Skunk Ape.
Some of this reportage is based on the journals of the enviably named Professor Ethan Lovejoy, the Gertrude Toynbee Chair of Cryptozoological Studies at Tulane University.
Professor Lovejoy's office is rarely visited. It is Dinwiddie Hall, across the corridor from the room where Tulane's mummies are stored. This suits the professor. He is getting up in years, so he enjoys the peace and quiet.
" I do not seek to understand that I may believe but believe that I might understand. For this too I believe since, unless I first believe, I shall not understand." -St. Anselm of Canterbury (1033-1109).
St. Anselm is known as the Doctor Magnificus. This is a quotation that is framed on Professor Lovejoy's office wall.
Ethan Lovejoy knows all the guards who work in the mummy room. They are cowardly and dim-witted lot. The studious professor knows what the guards do with the mummies. He turns a blind eye. He gets a cut.
Prof. Lovejoy often works late into the night, often past the witching hour. His quiet contemplation of scholarly matters is often interrupted by giggling in the hall. They charge admission to see the mummies after hours.
The kind of people who want to visit the mummy room after dark fall into two categories. Most are occultists or paranormal investigators. Some are just perverts.
Because of the mummies' age, a guard has to be in the room at all times.
Professor Lovejoy came to New Orleans in 1964, intrigued by reports of the Honey Island Swamp Monster in nearby Pearl River. The monster was first sighted in 1963 in a remote corner of the Honey Island Swamp, one of the last pristine marshlands. The swamp where the monster was first seen is untouched by civilization. It is primeval.
Tulane University was just starting up its cryptozoology department at the time and Prof. Lovejoy was one of the first hires. He made a name for himself in New Orleans by tracing the origins of the Scout Island Skunk Ape in City Park back to the Honey Island Swamp.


• **TASK GOAL**
Each record is to be printed again exactly, though not its pictures.

== == ==

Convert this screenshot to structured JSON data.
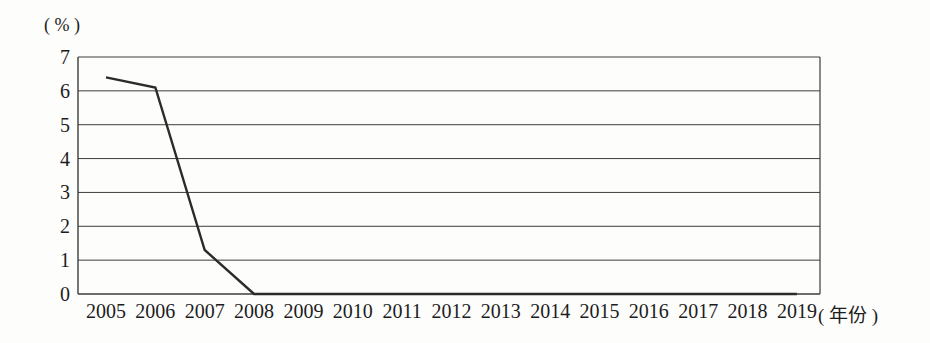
{
  "figure": {
    "y_unit_label": "( % )",
    "x_unit_label": "( 年份 )"
  },
  "chart_data": {
    "type": "line",
    "title": "",
    "categories": [
      "2005",
      "2006",
      "2007",
      "2008",
      "2009",
      "2010",
      "2011",
      "2012",
      "2013",
      "2014",
      "2015",
      "2016",
      "2017",
      "2018",
      "2019"
    ],
    "values": [
      6.4,
      6.1,
      1.3,
      0,
      0,
      0,
      0,
      0,
      0,
      0,
      0,
      0,
      0,
      0,
      0
    ],
    "xlabel": "年份",
    "ylabel": "%",
    "ylim": [
      0,
      7
    ],
    "yticks": [
      0,
      1,
      2,
      3,
      4,
      5,
      6,
      7
    ],
    "grid": "horizontal",
    "legend": "none",
    "line_color": "#2b2b2b",
    "axis_color": "#3c3c3c",
    "background": "#fdfdfc"
  }
}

== == ==

• **ANSWER FOR THE TASK**
Convert this screenshot to structured JSON data.
{
  "figure": {
    "y_unit_label": "( % )",
    "x_unit_label": "( 年份 )"
  },
  "chart_data": {
    "type": "line",
    "title": "",
    "categories": [
      "2005",
      "2006",
      "2007",
      "2008",
      "2009",
      "2010",
      "2011",
      "2012",
      "2013",
      "2014",
      "2015",
      "2016",
      "2017",
      "2018",
      "2019"
    ],
    "values": [
      6.4,
      6.1,
      1.3,
      0,
      0,
      0,
      0,
      0,
      0,
      0,
      0,
      0,
      0,
      0,
      0
    ],
    "xlabel": "年份",
    "ylabel": "%",
    "ylim": [
      0,
      7
    ],
    "yticks": [
      0,
      1,
      2,
      3,
      4,
      5,
      6,
      7
    ],
    "grid": "horizontal",
    "legend": "none",
    "line_color": "#2b2b2b",
    "axis_color": "#3c3c3c",
    "background": "#fdfdfc"
  }
}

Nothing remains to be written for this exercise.